Anniversary Season

Did you know it’s been 100 years since the Cubs last won a World Series? That’s crazy.

Anyway, while another year of unprecedented losing makes headlines, there are still some upcoming milestones to mark time since certain events of great importance have shaped the world around a certain team from a certain South Side of a certain town. Some of these may make headlines but the observation of most will have to go on in anonymous revelry.

CARVED OUT OF WOOD

The actual date passed two weeks ago, but happy fifth anniversary to our pal Eric Dybas, universally recognized jackass whose assault on umpire Laz Diaz somehow became fodder for Sox-bashing despite Dybas’ admission that he was in fact a Cubs fan, and he’d been drinking all day at some bar at Clark and Addison.

This year also marks five since Esteban Loaiza’s lone remarkable season, posting a 21-9 record with 207 K’s, a 2.91 ERA and 1.113 ERA in what was easily the most dominant pitching out of this city in 2003, unless you count beating up on the Pirates and folding in the playoffs as domination.

TIN CUP SHOT

Can you believe it’s been ten years since arguably the worst staff in team history posted a collective 5.24 ERA only earned 42 saves as a team? Jaime Navarro, who Sox brass chose to pursue in lieu of alleged has-been Roger Clemens, went 8-16 with a 6.36 ERA, which was actually better than the 6.45 Jason Bere put up in his 15 starts. Clemens, by the way, went 20-6 that year on his way to a second consecutive Cy Young Award for the Blue Jays. Juicing philanderer or not, the swapping Jaime for Roger puts the Sox within 2 games of Cleveland that year for the AL Central “championship.”

CRYSTAL PALACE TIME

It could’ve been great. The AL Cy Young, Manager of the Year, and MVP winners all worked on the South Side. Three starting positions players hit over .300 while the team put up almost five runs per game. Meanwhile, the staff ERA was 3.70 and Bere’s 3.47 was actually the worst of the front four. Alas, it was not meant to be: DH’s Bo Jackson and George Bell hit .217 and .232 respectively. Oh, and the eventual AL Champion Blue Jays had seven All-Stars, four of whom started the game. Those same Blue Jays also acquired a struggling Tony Fernandez from the Mets in exchange for a reserve outfielder. Fernandez would go on to hit .305 with a .361 OBP for the Jays and .318 against the Good Guys in the ALCS. That reserve outfielder the Jays gave up? ****ing D.J.

GET OUT THE GOOD CHINA

The 1988 Chicago White Sox scored 631 runs while allowing 757, but stat-heads can wince twice: while their 71-90 record was awful in and of itself, their Pythagorean won-loss was a wretched 67-94. They may have been 5th in the actual AL West, but statistical history means they actually finished last in the theoretical AL West.

SILVER LINING, CARDBOARD MEDAL

2-1; 0-4; 1-11; 0-3. It could’ve been sweet, but it’s hard to win pennants when you hit .211 as a team in the postseason. Sometimes though, you just gotta fail gracefully and move on. Or, you know, make excuses. Whatever.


# [Problem to solve]
Each line below that holds the word "text" counts once. Say how many such lines there are, and no more.
(Data listing begins)
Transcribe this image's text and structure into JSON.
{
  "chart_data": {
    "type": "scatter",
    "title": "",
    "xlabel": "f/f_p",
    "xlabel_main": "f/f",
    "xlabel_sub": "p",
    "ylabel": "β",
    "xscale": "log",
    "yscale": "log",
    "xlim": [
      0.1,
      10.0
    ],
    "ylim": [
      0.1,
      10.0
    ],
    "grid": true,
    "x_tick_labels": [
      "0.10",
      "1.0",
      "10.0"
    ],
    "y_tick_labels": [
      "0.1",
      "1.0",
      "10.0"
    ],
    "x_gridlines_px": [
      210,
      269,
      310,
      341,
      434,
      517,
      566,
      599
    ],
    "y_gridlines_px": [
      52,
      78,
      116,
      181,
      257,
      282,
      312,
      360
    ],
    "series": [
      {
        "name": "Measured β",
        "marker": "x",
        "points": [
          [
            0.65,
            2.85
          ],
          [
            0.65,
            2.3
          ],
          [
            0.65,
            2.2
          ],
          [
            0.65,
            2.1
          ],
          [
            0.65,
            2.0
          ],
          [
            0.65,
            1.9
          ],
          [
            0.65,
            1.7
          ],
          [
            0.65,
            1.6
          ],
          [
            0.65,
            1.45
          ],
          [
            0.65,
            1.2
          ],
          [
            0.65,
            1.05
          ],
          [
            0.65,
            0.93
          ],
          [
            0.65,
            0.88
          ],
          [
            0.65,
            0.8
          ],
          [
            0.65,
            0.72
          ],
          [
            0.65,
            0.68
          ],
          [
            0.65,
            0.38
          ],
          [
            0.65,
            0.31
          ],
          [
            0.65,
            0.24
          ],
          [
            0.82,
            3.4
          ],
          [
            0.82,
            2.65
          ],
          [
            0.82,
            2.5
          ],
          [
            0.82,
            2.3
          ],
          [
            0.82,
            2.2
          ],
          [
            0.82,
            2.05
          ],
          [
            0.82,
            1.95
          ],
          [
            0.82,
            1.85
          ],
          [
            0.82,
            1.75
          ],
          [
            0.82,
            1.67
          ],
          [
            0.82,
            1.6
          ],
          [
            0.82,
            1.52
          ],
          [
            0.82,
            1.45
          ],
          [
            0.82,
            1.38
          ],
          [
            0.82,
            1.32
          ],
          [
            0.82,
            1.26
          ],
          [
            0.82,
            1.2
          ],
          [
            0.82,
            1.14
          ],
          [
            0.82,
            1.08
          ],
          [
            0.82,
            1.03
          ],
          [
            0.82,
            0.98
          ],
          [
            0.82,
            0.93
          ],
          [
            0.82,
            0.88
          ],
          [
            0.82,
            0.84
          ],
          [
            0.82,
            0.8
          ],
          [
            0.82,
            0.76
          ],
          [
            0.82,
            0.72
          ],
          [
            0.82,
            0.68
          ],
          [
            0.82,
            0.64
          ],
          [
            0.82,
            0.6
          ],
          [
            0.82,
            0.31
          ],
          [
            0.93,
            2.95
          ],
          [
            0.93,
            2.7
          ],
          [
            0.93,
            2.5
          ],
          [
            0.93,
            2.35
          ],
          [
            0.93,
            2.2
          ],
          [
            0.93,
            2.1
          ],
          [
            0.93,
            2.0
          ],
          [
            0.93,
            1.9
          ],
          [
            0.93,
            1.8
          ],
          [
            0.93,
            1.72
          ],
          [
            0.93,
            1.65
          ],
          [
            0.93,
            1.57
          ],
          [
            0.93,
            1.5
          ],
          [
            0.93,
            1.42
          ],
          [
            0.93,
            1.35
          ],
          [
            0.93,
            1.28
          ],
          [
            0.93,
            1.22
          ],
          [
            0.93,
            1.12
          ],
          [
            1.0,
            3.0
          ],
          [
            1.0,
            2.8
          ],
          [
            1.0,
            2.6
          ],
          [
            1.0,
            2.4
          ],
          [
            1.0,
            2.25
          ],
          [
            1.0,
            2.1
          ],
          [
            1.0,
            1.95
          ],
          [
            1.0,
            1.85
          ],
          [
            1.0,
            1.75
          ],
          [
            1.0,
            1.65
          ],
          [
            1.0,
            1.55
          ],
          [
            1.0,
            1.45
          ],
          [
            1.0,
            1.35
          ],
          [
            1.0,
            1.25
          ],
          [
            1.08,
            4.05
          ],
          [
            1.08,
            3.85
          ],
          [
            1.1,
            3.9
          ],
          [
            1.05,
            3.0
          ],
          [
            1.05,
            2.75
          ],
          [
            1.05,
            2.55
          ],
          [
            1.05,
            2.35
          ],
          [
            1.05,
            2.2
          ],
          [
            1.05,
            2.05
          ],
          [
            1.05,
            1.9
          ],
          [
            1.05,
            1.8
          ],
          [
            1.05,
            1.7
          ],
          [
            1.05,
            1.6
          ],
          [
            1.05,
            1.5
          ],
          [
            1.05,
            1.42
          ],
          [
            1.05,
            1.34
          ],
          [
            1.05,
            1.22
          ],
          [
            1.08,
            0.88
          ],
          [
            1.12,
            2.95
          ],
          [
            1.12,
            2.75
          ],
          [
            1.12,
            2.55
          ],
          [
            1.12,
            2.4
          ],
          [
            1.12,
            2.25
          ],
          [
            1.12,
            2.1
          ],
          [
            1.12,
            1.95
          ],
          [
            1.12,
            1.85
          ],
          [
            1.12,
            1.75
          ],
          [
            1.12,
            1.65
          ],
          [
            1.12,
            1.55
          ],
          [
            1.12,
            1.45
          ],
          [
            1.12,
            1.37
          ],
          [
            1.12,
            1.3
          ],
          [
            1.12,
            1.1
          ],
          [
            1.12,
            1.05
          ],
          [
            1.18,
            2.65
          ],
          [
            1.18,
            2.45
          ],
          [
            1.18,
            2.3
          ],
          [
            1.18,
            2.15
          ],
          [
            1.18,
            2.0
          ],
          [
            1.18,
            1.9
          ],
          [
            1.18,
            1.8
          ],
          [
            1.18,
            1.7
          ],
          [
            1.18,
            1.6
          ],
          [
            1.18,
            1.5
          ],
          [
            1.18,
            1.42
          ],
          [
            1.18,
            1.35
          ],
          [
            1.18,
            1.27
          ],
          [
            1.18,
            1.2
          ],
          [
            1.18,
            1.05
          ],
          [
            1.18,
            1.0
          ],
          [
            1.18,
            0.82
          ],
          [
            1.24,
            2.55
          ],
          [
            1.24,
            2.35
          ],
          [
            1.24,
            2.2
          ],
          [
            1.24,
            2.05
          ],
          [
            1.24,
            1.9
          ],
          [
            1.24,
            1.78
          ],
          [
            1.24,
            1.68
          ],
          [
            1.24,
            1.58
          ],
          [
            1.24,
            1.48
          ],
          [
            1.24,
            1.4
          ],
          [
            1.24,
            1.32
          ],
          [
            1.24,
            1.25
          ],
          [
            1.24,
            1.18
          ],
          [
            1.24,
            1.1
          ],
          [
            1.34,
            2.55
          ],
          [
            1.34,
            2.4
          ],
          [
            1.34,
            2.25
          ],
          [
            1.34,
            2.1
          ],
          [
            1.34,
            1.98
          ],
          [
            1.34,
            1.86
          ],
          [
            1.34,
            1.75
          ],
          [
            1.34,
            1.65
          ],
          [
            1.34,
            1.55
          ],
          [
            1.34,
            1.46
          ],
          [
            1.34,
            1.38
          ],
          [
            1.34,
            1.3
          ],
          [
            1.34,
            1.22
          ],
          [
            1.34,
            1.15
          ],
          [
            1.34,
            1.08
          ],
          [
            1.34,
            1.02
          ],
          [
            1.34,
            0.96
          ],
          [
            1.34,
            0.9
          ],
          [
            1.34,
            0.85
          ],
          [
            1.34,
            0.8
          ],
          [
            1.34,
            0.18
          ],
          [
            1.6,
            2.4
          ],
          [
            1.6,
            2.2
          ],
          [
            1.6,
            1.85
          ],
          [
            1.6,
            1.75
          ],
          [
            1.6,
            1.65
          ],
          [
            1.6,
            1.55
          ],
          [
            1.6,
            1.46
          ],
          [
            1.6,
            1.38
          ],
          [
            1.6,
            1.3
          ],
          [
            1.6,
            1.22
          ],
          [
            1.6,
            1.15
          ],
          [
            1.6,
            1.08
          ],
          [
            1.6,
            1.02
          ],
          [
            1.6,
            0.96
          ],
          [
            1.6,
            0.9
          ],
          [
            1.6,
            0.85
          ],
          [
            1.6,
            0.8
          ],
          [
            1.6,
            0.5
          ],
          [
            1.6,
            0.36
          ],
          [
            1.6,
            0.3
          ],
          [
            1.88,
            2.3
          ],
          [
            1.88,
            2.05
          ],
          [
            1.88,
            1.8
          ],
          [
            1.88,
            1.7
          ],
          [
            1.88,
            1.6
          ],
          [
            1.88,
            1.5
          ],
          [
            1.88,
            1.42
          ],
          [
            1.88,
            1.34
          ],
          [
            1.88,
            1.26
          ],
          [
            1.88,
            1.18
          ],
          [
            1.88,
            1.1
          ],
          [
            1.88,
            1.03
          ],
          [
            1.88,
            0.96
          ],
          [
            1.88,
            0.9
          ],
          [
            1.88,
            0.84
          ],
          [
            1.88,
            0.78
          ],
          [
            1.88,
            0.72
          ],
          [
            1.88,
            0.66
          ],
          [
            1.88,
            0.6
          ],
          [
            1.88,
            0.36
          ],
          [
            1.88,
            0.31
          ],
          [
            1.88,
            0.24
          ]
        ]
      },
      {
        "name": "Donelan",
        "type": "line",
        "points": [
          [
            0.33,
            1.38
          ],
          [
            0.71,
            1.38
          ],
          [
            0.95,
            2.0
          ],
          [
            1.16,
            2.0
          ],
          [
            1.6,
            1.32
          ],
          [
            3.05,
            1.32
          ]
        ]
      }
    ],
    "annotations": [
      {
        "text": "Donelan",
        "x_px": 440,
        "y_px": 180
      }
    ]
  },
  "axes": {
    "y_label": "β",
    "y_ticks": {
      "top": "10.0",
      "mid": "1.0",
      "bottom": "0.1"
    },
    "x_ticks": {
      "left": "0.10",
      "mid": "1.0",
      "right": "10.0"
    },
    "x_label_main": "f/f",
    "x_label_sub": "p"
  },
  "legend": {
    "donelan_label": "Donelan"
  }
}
(Data listing ends)
# [Written solution]
2